Nunchuck Seminar by Grandmaster Taningco

Nunchuck Seminar

This nunchuck seminar is designed to give Tama Martial Arts students exposure to the use of Nunchuck or Tabak Toyok (in Philippine Language). Showing them the Nunchuck (in Japanese language) basic foundation and beyond and teaching them the importance of safety during training. Each student receive a nunchuck for the seminar given by Grandmaster Taningco celebrating his 45th year teaching martial arts in the Miami Valley area.
The introduction of Tabak-Toyok covered safety training, foundation grips, how to hold properly, the directional power. The nunchuck in other Asian country primarily, Okinawa, the nunchuck was used for rice flail. The tabak-toyok (in some cases colloquially described as chako in Philippines) is a Filipino flail weapon containing a set of sticks linked by a chain. It is very closely related to the Okinawan nunchaku, the primary difference being that the Filipino version has a tendency to have shorter manages as well as a much longer chain than its Okinawan counterpart, making it much better suited for long range. Each handle is about 8 inches long. The length of the rope or chain that links the takes care of is approximately 6 to 7.5 inches, but the weapon’s suitable size relies on the customer. Since the small size of the tabak-toyok allows for very easy concealment, it is often utilized in street quarrels in the Philippines.

Tabak-Toyok (the Nunchuck) is taught in Filipino martial arts at Tama and it is offered in seminar setting like today’s nunchuck seminar given by Grandmaster Taningco. GM Taningco was taught first-hand by his older brother Alex Taningco in the use of Tabak-Toyok.

The exact beginning of nunchaku is vague: purportedly adapted by Okinawan farmers from a non-weapon rice-flail carry out for threshing rice. It was not a traditionally popular tool since it was inefficient versus one of the most commonly used tools of that time such as samurai swords and also naginata, and also couple of historic methods for its usage still make it through.

Bruce Lee famously used nunchaku in numerous scenes of the 1972 film Fist of Fury. Both Bruce Lee and his martial arts student named Dan Inosanto (also Bruce’s teacher in Filipino martial arts) introduced the Tabak-Toyok (Nunchucku) to Bruce Lee. Both had a fight scene in the final movie of the legendary Bruce Lee in “Game of Death”. Originally the fight scene was longer than it had shown in the movie. More exploration of usage of nunchaku and of other kobudo (Okinawan weapons training) discipline was by Tadashi Yamashita, who worked with Bruce Lee on and also in the 1973 film “Enter the Dragon”. Various companies educate the use of nunchaku as a call sporting and martial arts activity. The latest movie that have propagated the nunchaku is the fictional character of Michelangelo, one of the stars of the “Teenage Mutant Ninja Turtles”.

Future seminars will be held quarterly by Grandmaster Taningco. Next seminar will be on the two sticks of Filipino martial arts – seminar will cover the application of two stick movement called SINALAPID (sinawali), empty hand application for effective striking from the sinalapid movements. March 13, 2021 Saturday is the next seminar by Grandmaster Taningco. Sinawali application is rarely seen and shared by many FMA instructors. This is a rare opportunity to learn the devastating hand application of the Sinawali.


Retype the entries below word for word, leaving out every picture.

Data records for software interfaces:
# # # # # # #

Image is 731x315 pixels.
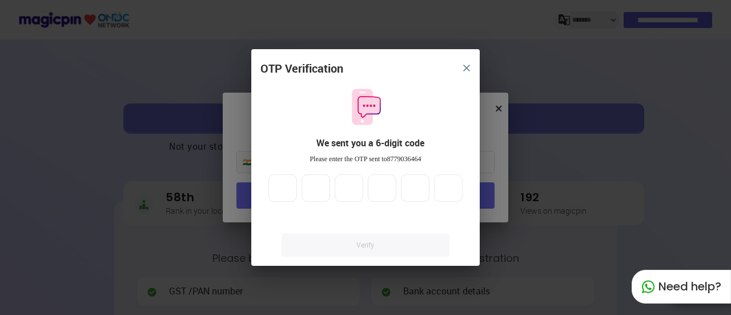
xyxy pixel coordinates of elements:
img: whatapp_green.7240e66a.svg [641,280,655,293]
div: Need help? [631,269,731,303]
div: We sent you a 6-digit code [269,136,470,150]
div: OTP Verification [260,61,343,77]
a: Verify [281,233,449,256]
button: close [456,58,477,78]
img: otpMessageIcon.11fa9bf9.svg [346,87,385,126]
div: Please enter the OTP sent to 8779036464 [260,154,470,164]
img: 8zTxi7IzMsfkYqyYgBgfvSHvmzQA9juT1O3mhMgBDT8p5s20zMZ2JbefE1IEBlkXHwa7wAFxGwdILBLhkAAAAASUVORK5CYII= [463,65,470,71]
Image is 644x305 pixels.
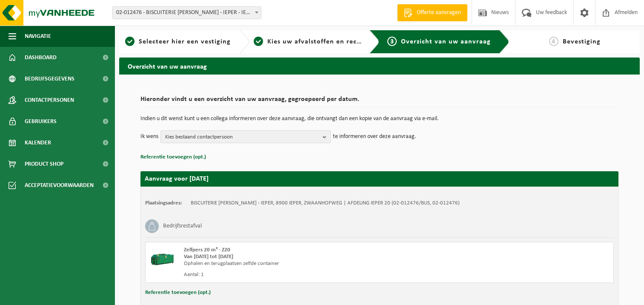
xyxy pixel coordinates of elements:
[397,4,467,21] a: Offerte aanvragen
[125,36,134,46] span: 1
[549,36,558,46] span: 4
[254,36,263,46] span: 2
[184,254,233,259] strong: Van [DATE] tot [DATE]
[333,130,416,143] p: te informeren over deze aanvraag.
[25,132,51,153] span: Kalender
[25,175,94,196] span: Acceptatievoorwaarden
[190,200,459,206] td: BISCUITERIE [PERSON_NAME] - IEPER, 8900 IEPER, ZWAANHOFWEG | AFDELING IEPER 20 (02-012476/BUS, 02...
[25,153,63,175] span: Product Shop
[140,152,206,163] button: Referentie toevoegen (opt.)
[387,36,396,46] span: 3
[267,38,384,45] span: Kies uw afvalstoffen en recipiënten
[145,175,209,182] strong: Aanvraag voor [DATE]
[140,116,618,122] p: Indien u dit wenst kunt u een collega informeren over deze aanvraag, die ontvangt dan een kopie v...
[165,131,319,143] span: Kies bestaand contactpersoon
[415,9,463,17] span: Offerte aanvragen
[145,200,182,206] strong: Plaatsingsadres:
[562,38,600,45] span: Bevestiging
[25,111,57,132] span: Gebruikers
[160,130,330,143] button: Kies bestaand contactpersoon
[145,287,210,298] button: Referentie toevoegen (opt.)
[184,271,413,278] div: Aantal: 1
[184,247,230,253] span: Zelfpers 20 m³ - Z20
[163,219,202,233] h3: Bedrijfsrestafval
[184,260,413,267] div: Ophalen en terugplaatsen zelfde container
[140,130,158,143] p: Ik wens
[401,38,491,45] span: Overzicht van uw aanvraag
[112,6,261,19] span: 02-012476 - BISCUITERIE JULES DESTROOPER - IEPER - IEPER
[25,47,57,68] span: Dashboard
[123,36,232,47] a: 1Selecteer hier een vestiging
[139,38,231,45] span: Selecteer hier een vestiging
[254,36,363,47] a: 2Kies uw afvalstoffen en recipiënten
[25,89,74,111] span: Contactpersonen
[25,26,51,47] span: Navigatie
[140,96,618,108] h2: Hieronder vindt u een overzicht van uw aanvraag, gegroepeerd per datum.
[150,247,175,272] img: HK-XZ-20-GN-00.png
[119,57,640,74] h2: Overzicht van uw aanvraag
[112,7,261,19] span: 02-012476 - BISCUITERIE JULES DESTROOPER - IEPER - IEPER
[25,68,75,89] span: Bedrijfsgegevens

# # # # # # #

> _Output_:
Image is 731x315 pixels.
xyxy pixel coordinates of elements:
img: whatapp_green.7240e66a.svg [641,280,655,293]
div: Need help? [631,269,731,303]
div: We sent you a 6-digit code [269,136,470,150]
div: OTP Verification [260,61,343,77]
a: Verify [281,233,449,256]
button: close [456,58,477,78]
img: otpMessageIcon.11fa9bf9.svg [346,87,385,126]
div: Please enter the OTP sent to 8779036464 [260,154,470,164]
img: 8zTxi7IzMsfkYqyYgBgfvSHvmzQA9juT1O3mhMgBDT8p5s20zMZ2JbefE1IEBlkXHwa7wAFxGwdILBLhkAAAAASUVORK5CYII= [463,65,470,71]
Image is 644x305 pixels.
xyxy pixel coordinates of elements:
[397,4,467,21] a: Offerte aanvragen
[125,36,134,46] span: 1
[549,36,558,46] span: 4
[254,36,263,46] span: 2
[184,254,233,259] strong: Van [DATE] tot [DATE]
[333,130,416,143] p: te informeren over deze aanvraag.
[25,132,51,153] span: Kalender
[25,175,94,196] span: Acceptatievoorwaarden
[190,200,459,206] td: BISCUITERIE [PERSON_NAME] - IEPER, 8900 IEPER, ZWAANHOFWEG | AFDELING IEPER 20 (02-012476/BUS, 02...
[25,153,63,175] span: Product Shop
[140,152,206,163] button: Referentie toevoegen (opt.)
[387,36,396,46] span: 3
[267,38,384,45] span: Kies uw afvalstoffen en recipiënten
[145,175,209,182] strong: Aanvraag voor [DATE]
[140,116,618,122] p: Indien u dit wenst kunt u een collega informeren over deze aanvraag, die ontvangt dan een kopie v...
[165,131,319,143] span: Kies bestaand contactpersoon
[415,9,463,17] span: Offerte aanvragen
[145,200,182,206] strong: Plaatsingsadres:
[562,38,600,45] span: Bevestiging
[25,111,57,132] span: Gebruikers
[160,130,330,143] button: Kies bestaand contactpersoon
[145,287,210,298] button: Referentie toevoegen (opt.)
[184,271,413,278] div: Aantal: 1
[184,247,230,253] span: Zelfpers 20 m³ - Z20
[163,219,202,233] h3: Bedrijfsrestafval
[184,260,413,267] div: Ophalen en terugplaatsen zelfde container
[140,130,158,143] p: Ik wens
[401,38,491,45] span: Overzicht van uw aanvraag
[112,6,261,19] span: 02-012476 - BISCUITERIE JULES DESTROOPER - IEPER - IEPER
[25,47,57,68] span: Dashboard
[123,36,232,47] a: 1Selecteer hier een vestiging
[139,38,231,45] span: Selecteer hier een vestiging
[254,36,363,47] a: 2Kies uw afvalstoffen en recipiënten
[25,89,74,111] span: Contactpersonen
[25,26,51,47] span: Navigatie
[140,96,618,108] h2: Hieronder vindt u een overzicht van uw aanvraag, gegroepeerd per datum.
[150,247,175,272] img: HK-XZ-20-GN-00.png
[119,57,640,74] h2: Overzicht van uw aanvraag
[112,7,261,19] span: 02-012476 - BISCUITERIE JULES DESTROOPER - IEPER - IEPER
[25,68,75,89] span: Bedrijfsgegevens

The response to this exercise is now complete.